“Sabayon, you’re cut.” And now I am a KDE convert.

I had to remove Sabayon from my system. Sorry, I just had to.
It lasted until sometime in November, but eventually it was driving me nuts and I just could not take it any more.
Whilst it was not the worst Linux I ever used (I would probably pick it over Ubuntu with a unity desktop). I found I spent more time trying to configure it than using it.
Well, sometimes you have to suffer and then good things happen. On my workshop computer I installed Mageia 3. Given that the workshop computer is really old I was impressed by how fast it ran, considering it was using KDE.

I installed Kubuntu, and as per my install of Mageia on my workshop computer, I was very surprised at how it had matured, become usable and was quick to load.

The thing that drove me mad with Sabayon was the installers for packages Rigo and Entropy. There were too many manual things to remember to do. Trying to find a package in that lot was irritating. I hate it when something is stripped of all functionality in the name of being light weight and fewer buttons etc, but made it more difficult and less functional (sort of like Gnome 3 and Unity).
The final straw was when an update came through and screwed up my system. I did not pay attention to the type of update clicked OK and then it went and installed a Kernel update.
This then broke all sorts of things that were previously working. I still had not got some programs to work and I seemed to be going round in circles. I wrote previously about how I screwed up my system; well this time it was Sabayon. As I was trying to do something I needed a distro that would allow me to do that and not spend all my time trying to fix things – I need something that was better (for me).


_Work to be completed_
Check every line of the entries that follow, and copy the ones containing "South".

Data Block Start

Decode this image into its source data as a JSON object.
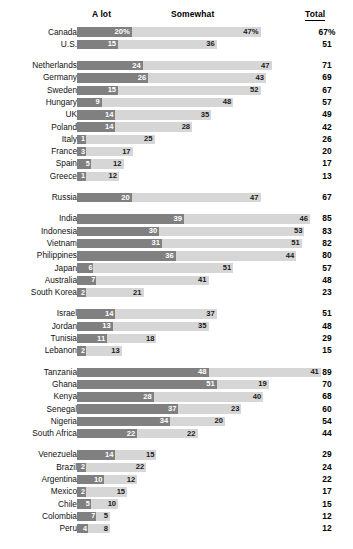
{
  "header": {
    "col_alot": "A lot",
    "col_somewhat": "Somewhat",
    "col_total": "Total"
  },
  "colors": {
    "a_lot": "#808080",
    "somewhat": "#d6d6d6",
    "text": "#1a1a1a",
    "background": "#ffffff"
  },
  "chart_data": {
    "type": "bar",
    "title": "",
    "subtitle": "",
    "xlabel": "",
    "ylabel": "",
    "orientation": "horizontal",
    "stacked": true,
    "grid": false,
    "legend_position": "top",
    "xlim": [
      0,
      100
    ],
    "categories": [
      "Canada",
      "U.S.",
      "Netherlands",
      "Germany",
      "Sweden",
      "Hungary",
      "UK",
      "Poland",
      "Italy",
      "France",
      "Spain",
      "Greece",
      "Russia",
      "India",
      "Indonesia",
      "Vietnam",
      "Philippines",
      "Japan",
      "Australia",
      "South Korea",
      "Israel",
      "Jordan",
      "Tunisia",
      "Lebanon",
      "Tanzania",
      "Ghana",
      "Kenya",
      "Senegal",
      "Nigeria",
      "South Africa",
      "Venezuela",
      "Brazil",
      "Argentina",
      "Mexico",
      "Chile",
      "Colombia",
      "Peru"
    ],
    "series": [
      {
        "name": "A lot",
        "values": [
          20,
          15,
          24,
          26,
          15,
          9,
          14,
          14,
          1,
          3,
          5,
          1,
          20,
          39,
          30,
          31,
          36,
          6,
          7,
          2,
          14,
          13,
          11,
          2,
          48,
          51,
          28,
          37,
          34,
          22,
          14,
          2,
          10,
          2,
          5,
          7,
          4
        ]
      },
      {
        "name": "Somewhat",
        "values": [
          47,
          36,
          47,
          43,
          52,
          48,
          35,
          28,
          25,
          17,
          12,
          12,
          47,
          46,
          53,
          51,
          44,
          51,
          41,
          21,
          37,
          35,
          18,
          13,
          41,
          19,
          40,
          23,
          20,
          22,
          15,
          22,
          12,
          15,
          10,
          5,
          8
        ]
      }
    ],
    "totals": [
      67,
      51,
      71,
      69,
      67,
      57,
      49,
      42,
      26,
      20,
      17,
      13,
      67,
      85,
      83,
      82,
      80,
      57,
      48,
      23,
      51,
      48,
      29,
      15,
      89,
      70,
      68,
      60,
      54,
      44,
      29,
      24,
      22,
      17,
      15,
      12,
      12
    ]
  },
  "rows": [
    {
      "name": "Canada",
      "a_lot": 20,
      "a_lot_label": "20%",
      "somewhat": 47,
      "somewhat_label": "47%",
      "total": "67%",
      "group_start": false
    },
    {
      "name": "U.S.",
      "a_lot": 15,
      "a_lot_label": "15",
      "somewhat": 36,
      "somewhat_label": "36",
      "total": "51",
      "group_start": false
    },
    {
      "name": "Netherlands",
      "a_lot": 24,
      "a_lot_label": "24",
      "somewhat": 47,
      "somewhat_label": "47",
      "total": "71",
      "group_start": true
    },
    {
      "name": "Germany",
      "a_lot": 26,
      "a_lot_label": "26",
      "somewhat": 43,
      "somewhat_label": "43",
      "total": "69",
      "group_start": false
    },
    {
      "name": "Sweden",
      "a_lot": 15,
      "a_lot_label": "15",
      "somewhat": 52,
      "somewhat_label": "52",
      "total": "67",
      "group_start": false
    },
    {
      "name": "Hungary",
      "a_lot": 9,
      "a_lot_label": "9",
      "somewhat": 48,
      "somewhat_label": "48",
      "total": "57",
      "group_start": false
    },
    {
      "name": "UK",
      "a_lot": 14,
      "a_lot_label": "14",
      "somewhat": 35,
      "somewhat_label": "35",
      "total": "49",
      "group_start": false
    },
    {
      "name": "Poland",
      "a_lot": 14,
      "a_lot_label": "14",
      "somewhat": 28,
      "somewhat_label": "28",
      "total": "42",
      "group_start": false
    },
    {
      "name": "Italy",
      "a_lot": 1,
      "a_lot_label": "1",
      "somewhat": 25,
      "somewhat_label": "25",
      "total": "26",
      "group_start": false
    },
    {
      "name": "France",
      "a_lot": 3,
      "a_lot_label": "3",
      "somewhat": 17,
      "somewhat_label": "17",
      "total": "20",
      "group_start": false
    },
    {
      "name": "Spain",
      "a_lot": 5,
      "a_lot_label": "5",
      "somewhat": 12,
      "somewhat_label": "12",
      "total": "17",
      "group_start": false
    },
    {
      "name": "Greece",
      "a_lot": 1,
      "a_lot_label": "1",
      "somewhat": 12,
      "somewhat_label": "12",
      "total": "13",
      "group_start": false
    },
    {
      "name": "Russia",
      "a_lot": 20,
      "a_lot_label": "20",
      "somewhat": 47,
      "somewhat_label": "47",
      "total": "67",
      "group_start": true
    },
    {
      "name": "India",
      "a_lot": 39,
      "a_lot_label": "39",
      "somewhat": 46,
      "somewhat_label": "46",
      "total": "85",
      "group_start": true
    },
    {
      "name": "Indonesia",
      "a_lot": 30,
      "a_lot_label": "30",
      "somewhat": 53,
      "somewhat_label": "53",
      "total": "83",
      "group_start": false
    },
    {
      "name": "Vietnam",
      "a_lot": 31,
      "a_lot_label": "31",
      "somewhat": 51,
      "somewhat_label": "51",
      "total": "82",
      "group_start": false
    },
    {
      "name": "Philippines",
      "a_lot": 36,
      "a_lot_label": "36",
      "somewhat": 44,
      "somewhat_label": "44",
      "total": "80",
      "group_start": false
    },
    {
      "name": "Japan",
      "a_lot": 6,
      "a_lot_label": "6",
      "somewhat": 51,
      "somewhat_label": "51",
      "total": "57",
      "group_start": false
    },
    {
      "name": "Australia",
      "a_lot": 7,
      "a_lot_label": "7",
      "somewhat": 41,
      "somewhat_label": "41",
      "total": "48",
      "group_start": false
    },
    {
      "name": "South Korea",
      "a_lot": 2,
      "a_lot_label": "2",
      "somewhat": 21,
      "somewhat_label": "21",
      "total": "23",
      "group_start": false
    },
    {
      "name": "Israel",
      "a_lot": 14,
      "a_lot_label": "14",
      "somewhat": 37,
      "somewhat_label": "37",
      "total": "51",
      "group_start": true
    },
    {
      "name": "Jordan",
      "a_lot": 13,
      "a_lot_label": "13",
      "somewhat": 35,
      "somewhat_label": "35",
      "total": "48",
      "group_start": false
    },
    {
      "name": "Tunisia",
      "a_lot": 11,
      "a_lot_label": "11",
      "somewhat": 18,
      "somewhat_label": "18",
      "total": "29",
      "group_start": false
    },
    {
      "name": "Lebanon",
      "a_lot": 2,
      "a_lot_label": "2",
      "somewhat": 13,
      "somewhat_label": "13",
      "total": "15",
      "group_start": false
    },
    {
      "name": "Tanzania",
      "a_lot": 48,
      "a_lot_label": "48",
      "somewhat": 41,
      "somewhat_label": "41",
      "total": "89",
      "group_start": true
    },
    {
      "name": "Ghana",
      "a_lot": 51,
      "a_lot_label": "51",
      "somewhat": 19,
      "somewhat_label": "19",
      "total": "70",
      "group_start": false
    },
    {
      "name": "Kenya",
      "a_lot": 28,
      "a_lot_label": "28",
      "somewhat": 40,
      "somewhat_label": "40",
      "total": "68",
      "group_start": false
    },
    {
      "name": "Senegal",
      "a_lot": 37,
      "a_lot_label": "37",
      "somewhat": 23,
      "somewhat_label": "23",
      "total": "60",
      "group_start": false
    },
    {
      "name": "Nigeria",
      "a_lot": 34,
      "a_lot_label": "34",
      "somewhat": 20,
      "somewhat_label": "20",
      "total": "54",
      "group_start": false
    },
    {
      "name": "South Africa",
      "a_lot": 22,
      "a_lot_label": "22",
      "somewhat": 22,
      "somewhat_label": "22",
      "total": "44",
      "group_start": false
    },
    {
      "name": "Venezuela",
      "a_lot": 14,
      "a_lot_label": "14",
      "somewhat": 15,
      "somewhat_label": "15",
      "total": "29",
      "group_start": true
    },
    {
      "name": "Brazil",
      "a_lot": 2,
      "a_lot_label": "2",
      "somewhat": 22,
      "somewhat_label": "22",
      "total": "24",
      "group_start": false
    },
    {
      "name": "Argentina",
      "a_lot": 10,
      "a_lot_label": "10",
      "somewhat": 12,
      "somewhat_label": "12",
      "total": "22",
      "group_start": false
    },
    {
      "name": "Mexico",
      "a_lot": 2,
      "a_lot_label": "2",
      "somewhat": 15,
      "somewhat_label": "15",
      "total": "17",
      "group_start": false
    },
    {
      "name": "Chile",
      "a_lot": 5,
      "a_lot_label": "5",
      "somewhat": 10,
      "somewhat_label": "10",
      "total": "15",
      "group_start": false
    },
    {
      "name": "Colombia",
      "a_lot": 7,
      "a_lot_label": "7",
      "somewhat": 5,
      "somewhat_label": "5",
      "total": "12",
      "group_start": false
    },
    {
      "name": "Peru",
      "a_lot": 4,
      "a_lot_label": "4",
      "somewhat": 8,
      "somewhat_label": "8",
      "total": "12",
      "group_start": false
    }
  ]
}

Data Block End

_Task response_
      "South Korea",
      "South Africa",
      "name": "South Korea",
      "name": "South Africa",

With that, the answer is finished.